Closed andyatkinson closed 1 year ago

andyatkinson commented 1 year ago

Hi @ankane

From https://www.postgresql.org/support/versioning/, PostgreSQL version 10 is listed as no longer supported. As of this writing (February 2023), the current released version in Fall of 2022 of PostgreSQL is version 15.

AWS RDS also may forcibly upgrade customers running 10 or earlier that haven't upgraded as well. AWS has encouraged customers to get upgrades done to newer versions than 10 in this page: https://aws.amazon.com/blogs/database/upgrade-amazon-aurora-postgresql-and-amazon-rds-for-postgresql-version-10/

In order to simplify the pgslice code, since declarative partitioning was added in PostgreSQL 10, if pgslice sunsetted support for trigger-based partitioning for versions < PostgreSQL 10, then code in pgslice that supports those branches could be removed.

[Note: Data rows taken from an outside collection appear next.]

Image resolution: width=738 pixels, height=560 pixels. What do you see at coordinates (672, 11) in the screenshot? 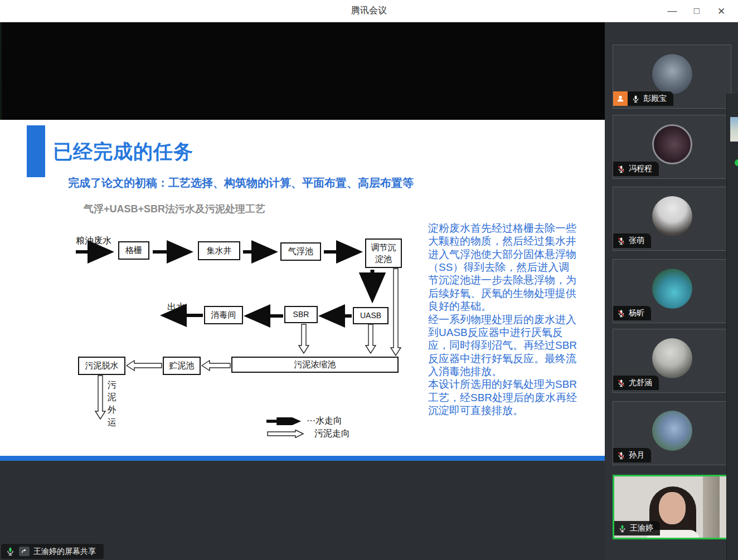
I see `minimize-button: —` at bounding box center [672, 11].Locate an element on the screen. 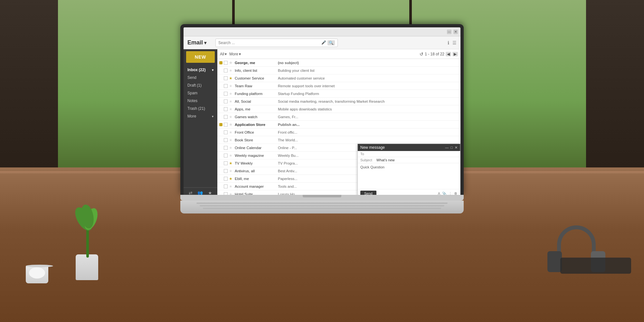 This screenshot has width=644, height=322. email-row: ★All, SocialSocial media marketing, rese… is located at coordinates (339, 101).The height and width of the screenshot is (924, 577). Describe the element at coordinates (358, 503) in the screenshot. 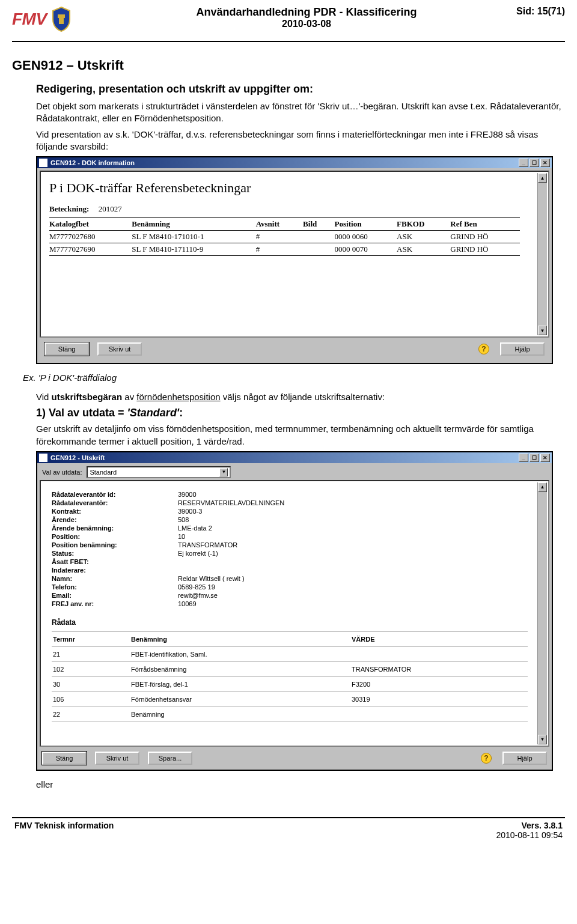

I see `info-value: RESERVMATERIELAVDELNINGEN` at that location.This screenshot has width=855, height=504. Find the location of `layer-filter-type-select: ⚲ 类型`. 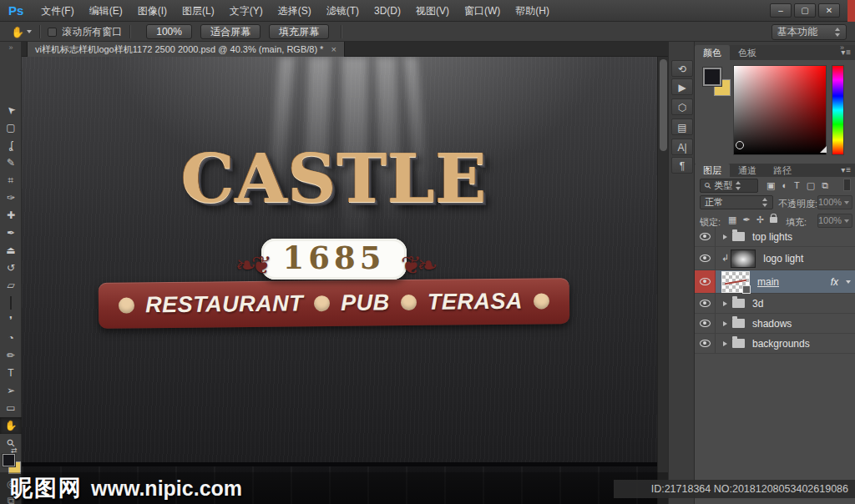

layer-filter-type-select: ⚲ 类型 is located at coordinates (729, 185).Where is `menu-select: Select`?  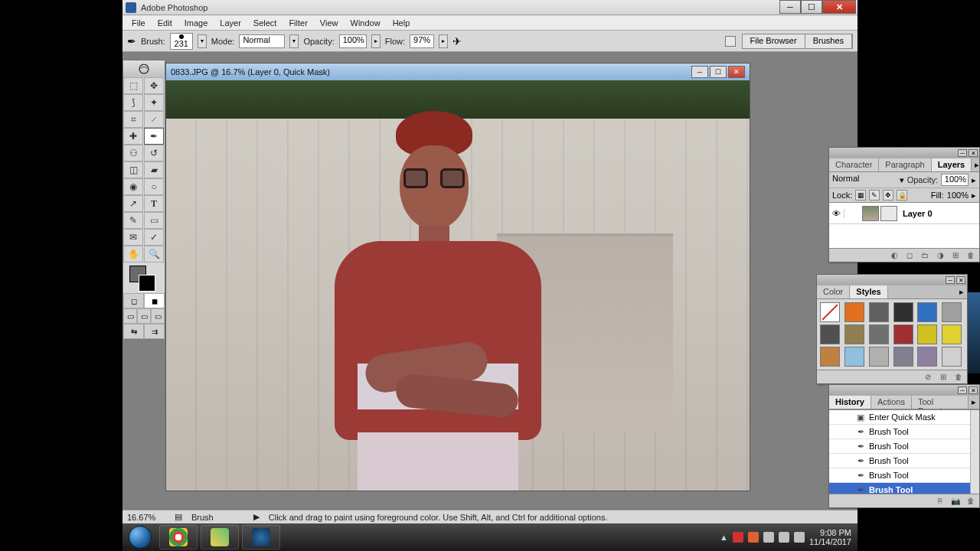 menu-select: Select is located at coordinates (265, 23).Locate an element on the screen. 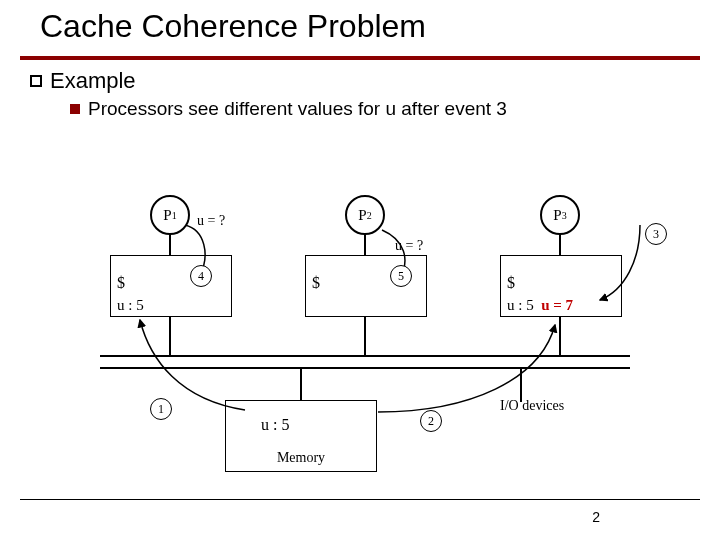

For example, the first conditional branch of this method checks for declarative partitioning, and then supports the older style of partitioning in the else portion of the branch. https://github.com/ankane/pgslice/blob/master/lib/pgslice/cli/add_partitions.rb#L65

If this is something you're open to in a new release of pgslice, I'd be happy to take it on. Although it wouldn't add new functionality, it would simplify the code as a breaking change (possibly a new major version?).

I'm putting pgslice to use at work and spelunking in the code here and there. We only use declarative partitioning. Thanks.

ankane commented 1 year ago

Hey @andyatkinson, I may drop support at some point, but want to keep it around for now for applications that started partitioning with Postgres < 10.

andyatkinson commented 1 year ago

@ankane Couldn't they run the current version though 0.5.0 and then a new major version, e.g. 1.0 could be created (https://github.com/ankane/pgslice/blob/master/lib/pgslice/version.rb#L1)?

I agree though it's likely they'd be frozen in time.

Or Rails style: "we'll only back port critical issues to the 0.5.x family" 😁

It's your call. From my perspective, in 2023 for new users of the gem, there'd be no one using trigger-based partitioning. Crunchy Data also has this post from 2020 on how to migrate to declarative partitioning. https://www.crunchydata.com/blog/how-to-migrate-from-trigger-based-partitioning-to-native-in-postgresql Something like that could help any users migrate and continue to use pgslice using the more modern and supported declarative partitioning.

I'll respect your choice though if you'd rather close this out. You manage a ton of gems and I imagine try and scale your time for support, and weigh decisions like this. Thanks for your work on pgslice, I'm excited to evangelize it to my current team and elsewhere. 😁

ankane commented 1 year ago

That's likely what I'll do if it's ever dropped, but not really in a rush. The migration aspect is interesting, but enabling it would add more complexity than continuing to support trigger-based partitioning.